While I agree with your main point that, to the user, this looks like a problem with Preview, I think it's actually because Preview is doing something beneficial to open the file which is to ignore "bogus" data. Preview, from what I can tell, ignores additional data that it doesn't expect specifically to allow for opening PDF files where the document data is fine but the metadata is corrupted. The fact that it opens it means nothing since the file would not be able to be opened at all otherwise and Preview is actually doing the user a favor by salvaging it. Once Preview "fixes" it, though, it looks like the OCR pointer is still there but the metadata that contains the plain-text content is not so it's pointing to binary document data instead. Another option is that Preview has "fixed" a font and the mapping is no longer correct which, while I can't really see the text in the image, would be obvious as you'd see words that map to the same corruptions. In either case, Preview's behavior is "correct" and the fact that it was less strict before does not mean that it's now broken - the source PDF is still what was "broken".

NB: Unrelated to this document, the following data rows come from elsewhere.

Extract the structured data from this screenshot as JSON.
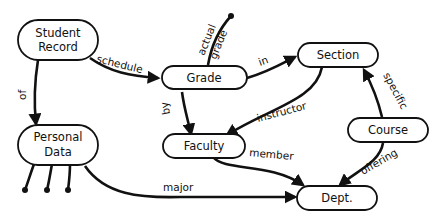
{
  "diagram": {
    "nodes": {
      "student_record": {
        "line1": "Student",
        "line2": "Record"
      },
      "personal_data": {
        "line1": "Personal",
        "line2": "Data"
      },
      "grade": {
        "label": "Grade"
      },
      "section": {
        "label": "Section"
      },
      "faculty": {
        "label": "Faculty"
      },
      "course": {
        "label": "Course"
      },
      "dept": {
        "label": "Dept."
      }
    },
    "edges": {
      "schedule": "schedule",
      "of": "of",
      "actual": "actual",
      "grade_attr": "grade",
      "in": "in",
      "by": "by",
      "instructor": "instructor",
      "specific": "specific",
      "member": "member",
      "offering": "offering",
      "major": "major"
    }
  }
}
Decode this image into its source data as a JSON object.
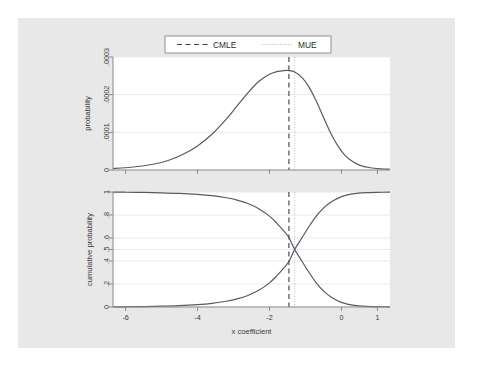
{
  "figure": {
    "background_color": "#e8e8e8",
    "panel_color": "#ffffff",
    "curve_color": "#555a66",
    "grid_color": "#eaeaea",
    "axis_color": "#8a8a8a"
  },
  "legend": {
    "items": [
      {
        "label": "CMLE",
        "style": "dashed",
        "color": "#3c3c3c"
      },
      {
        "label": "MUE",
        "style": "dotted",
        "color": "#b8b8b8"
      }
    ]
  },
  "chart_data": [
    {
      "type": "line",
      "panel": "top",
      "title": "",
      "xlabel": "",
      "ylabel": "probability",
      "xlim": [
        -6.35,
        1.35
      ],
      "ylim": [
        0,
        0.0003
      ],
      "grid": true,
      "legend_position": "top-center",
      "xticks": [
        -6,
        -4,
        -2,
        0,
        1
      ],
      "xtick_labels": [
        "-6",
        "-4",
        "-2",
        "0",
        "1"
      ],
      "yticks": [
        0,
        0.0001,
        0.0002,
        0.0003
      ],
      "ytick_labels": [
        "0",
        ".0001",
        ".0002",
        ".0003"
      ],
      "series": [
        {
          "name": "probability density",
          "x": [
            -6.35,
            -6.0,
            -5.6,
            -5.2,
            -4.8,
            -4.4,
            -4.0,
            -3.6,
            -3.2,
            -2.9,
            -2.6,
            -2.3,
            -2.0,
            -1.8,
            -1.6,
            -1.46,
            -1.3,
            -1.1,
            -0.9,
            -0.7,
            -0.5,
            -0.3,
            -0.1,
            0.1,
            0.3,
            0.5,
            0.8,
            1.1,
            1.35
          ],
          "y": [
            4e-06,
            6e-06,
            1e-05,
            1.6e-05,
            2.6e-05,
            4.2e-05,
            6.4e-05,
            9.5e-05,
            0.000135,
            0.00017,
            0.000205,
            0.000235,
            0.000254,
            0.000261,
            0.000264,
            0.000264,
            0.00026,
            0.000246,
            0.00022,
            0.000183,
            0.00014,
            9.8e-05,
            6.4e-05,
            3.9e-05,
            2.3e-05,
            1.3e-05,
            6e-06,
            3e-06,
            2e-06
          ]
        }
      ],
      "reference_lines": [
        {
          "name": "CMLE",
          "x": -1.46,
          "style": "dashed",
          "color": "#3c3c3c"
        },
        {
          "name": "MUE",
          "x": -1.3,
          "style": "dotted",
          "color": "#b8b8b8"
        }
      ]
    },
    {
      "type": "line",
      "panel": "bottom",
      "title": "",
      "xlabel": "x coefficient",
      "ylabel": "cumulative probability",
      "xlim": [
        -6.35,
        1.35
      ],
      "ylim": [
        0,
        1
      ],
      "grid": true,
      "xticks": [
        -6,
        -4,
        -2,
        0,
        1
      ],
      "xtick_labels": [
        "-6",
        "-4",
        "-2",
        "0",
        "1"
      ],
      "yticks": [
        0,
        0.2,
        0.4,
        0.5,
        0.6,
        0.8,
        1
      ],
      "ytick_labels": [
        "0",
        ".2",
        ".4",
        ".5",
        ".6",
        ".8",
        "1"
      ],
      "series": [
        {
          "name": "upper cumulative probability",
          "x": [
            -6.35,
            -6.0,
            -5.5,
            -5.0,
            -4.5,
            -4.0,
            -3.6,
            -3.2,
            -2.9,
            -2.6,
            -2.3,
            -2.0,
            -1.8,
            -1.6,
            -1.46,
            -1.3,
            -1.1,
            -0.9,
            -0.7,
            -0.5,
            -0.3,
            0.0,
            0.3,
            0.7,
            1.1,
            1.35
          ],
          "y": [
            0.999,
            0.998,
            0.996,
            0.993,
            0.988,
            0.979,
            0.968,
            0.95,
            0.93,
            0.9,
            0.855,
            0.79,
            0.73,
            0.66,
            0.605,
            0.5,
            0.4,
            0.3,
            0.21,
            0.14,
            0.09,
            0.04,
            0.016,
            0.005,
            0.002,
            0.001
          ]
        },
        {
          "name": "lower cumulative probability",
          "x": [
            -6.35,
            -6.0,
            -5.5,
            -5.0,
            -4.5,
            -4.0,
            -3.6,
            -3.2,
            -2.9,
            -2.6,
            -2.3,
            -2.0,
            -1.8,
            -1.6,
            -1.46,
            -1.3,
            -1.1,
            -0.9,
            -0.7,
            -0.5,
            -0.3,
            0.0,
            0.3,
            0.7,
            1.1,
            1.35
          ],
          "y": [
            0.001,
            0.002,
            0.004,
            0.007,
            0.012,
            0.021,
            0.032,
            0.05,
            0.07,
            0.1,
            0.145,
            0.21,
            0.27,
            0.34,
            0.395,
            0.5,
            0.6,
            0.7,
            0.79,
            0.86,
            0.91,
            0.96,
            0.984,
            0.995,
            0.998,
            0.999
          ]
        }
      ],
      "reference_lines": [
        {
          "name": "CMLE",
          "x": -1.46,
          "style": "dashed",
          "color": "#3c3c3c"
        },
        {
          "name": "MUE",
          "x": -1.3,
          "style": "dotted",
          "color": "#b8b8b8"
        }
      ]
    }
  ]
}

I think a big issue is that 'preview' is used as just a pre-view. The metaphor is that you haven't actually opened/viewed the file yet 'for real'. Yet, preview has morphed into a program that makes changes to files even without any kind of save dialogue.
No, really. Preview.
Yes, it can open everything (I don't know where I suggested that it is only for PDFs?)

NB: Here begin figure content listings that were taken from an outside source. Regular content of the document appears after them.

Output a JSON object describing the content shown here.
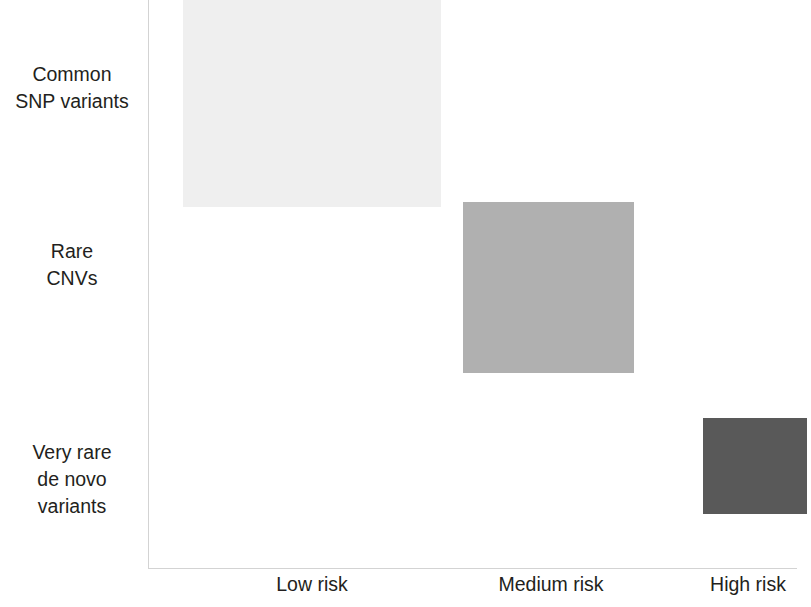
{
  "figure": {
    "background_color": "#ffffff",
    "axis_color": "#d3d3d3",
    "text_color": "#231f20"
  },
  "chart_data": {
    "type": "scatter",
    "title": "",
    "subtitle": "",
    "xlabel": "",
    "ylabel": "",
    "grid": false,
    "legend": "none",
    "x_categories": [
      "Low risk",
      "Medium risk",
      "High risk"
    ],
    "y_categories": [
      "Common SNP variants",
      "Rare CNVs",
      "Very rare de novo variants"
    ],
    "xlim": [
      0,
      3
    ],
    "ylim": [
      0,
      3
    ],
    "series": [
      {
        "name": "Common SNP variants",
        "x_category": "Low risk",
        "y_category": "Common SNP variants",
        "color": "#efefef",
        "box": {
          "x": 183,
          "y": -4,
          "width": 258,
          "height": 211
        }
      },
      {
        "name": "Rare CNVs",
        "x_category": "Medium risk",
        "y_category": "Rare CNVs",
        "color": "#b0b0b0",
        "box": {
          "x": 463,
          "y": 202,
          "width": 171,
          "height": 171
        }
      },
      {
        "name": "Very rare de novo variants",
        "x_category": "High risk",
        "y_category": "Very rare de novo variants",
        "color": "#595959",
        "box": {
          "x": 703,
          "y": 418,
          "width": 104,
          "height": 96
        }
      }
    ]
  },
  "y_axis": {
    "labels": [
      {
        "id": "common",
        "text": "Common\nSNP variants"
      },
      {
        "id": "rare",
        "text": "Rare\nCNVs"
      },
      {
        "id": "veryrare",
        "text": "Very rare\nde novo\nvariants"
      }
    ]
  },
  "x_axis": {
    "labels": [
      {
        "id": "low",
        "text": "Low risk"
      },
      {
        "id": "medium",
        "text": "Medium risk"
      },
      {
        "id": "high",
        "text": "High risk"
      }
    ]
  }
}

But it doesn't act like other editors. There's no save dialogue when you, for instance, rotate a PDF.
The term 'Preview' in other programs, like when using a scanner or other text editors, is a non destructive type of viewer. Just a viewer. "preview before you make changes"
This is ridiculous. When I read that FineReader is not supported on Big Sur, I understand it as I cannot run FineReader to _produce_ PDFs on Big Sur. But I expect Big Sur not to trash PDF files that were produced on Catalina, for example.
By the way, I was forced to purchase PDF Expert since a few years ago because of all kinds of problems with Preview (blurry text, wierd bugs with annotations, removed ability to print PDF with annotations and the list goes on).
It is very difficult for me construe a situation in which this would not be considered errata in Preview. Even if ABBYY is writing unusual PDFs, it's popular enough software that this issue will be encountered in the real world multiple times. Having to deal with unusually formed PDFs is just a general trait of writing PDF software. If you consider it a non-issue that your software writes corrupt PDFs when the same situation is handled correctly by Acrobat, no matter how unjust you feel the cruel world to be, you should not be in the PDF business. There's a reason most PDF viewers only present a highly constrained feature set, and it's because writing a capable PDF editor is very difficult. Apple has decided they are up to the challenge, and in this case has failed.
As a general rule, if your software package opens a file fine, then writes a broken version of it, seems to all the world like a bug in your software package.
The idea that this behavior in a PDF reader can be excused because the software that generated the PDF was not approved for the operating system the viewer is running on per the vendor... kind of stretches credulity. I don't usually inquire as the OS used to generate the PDF when I receive one.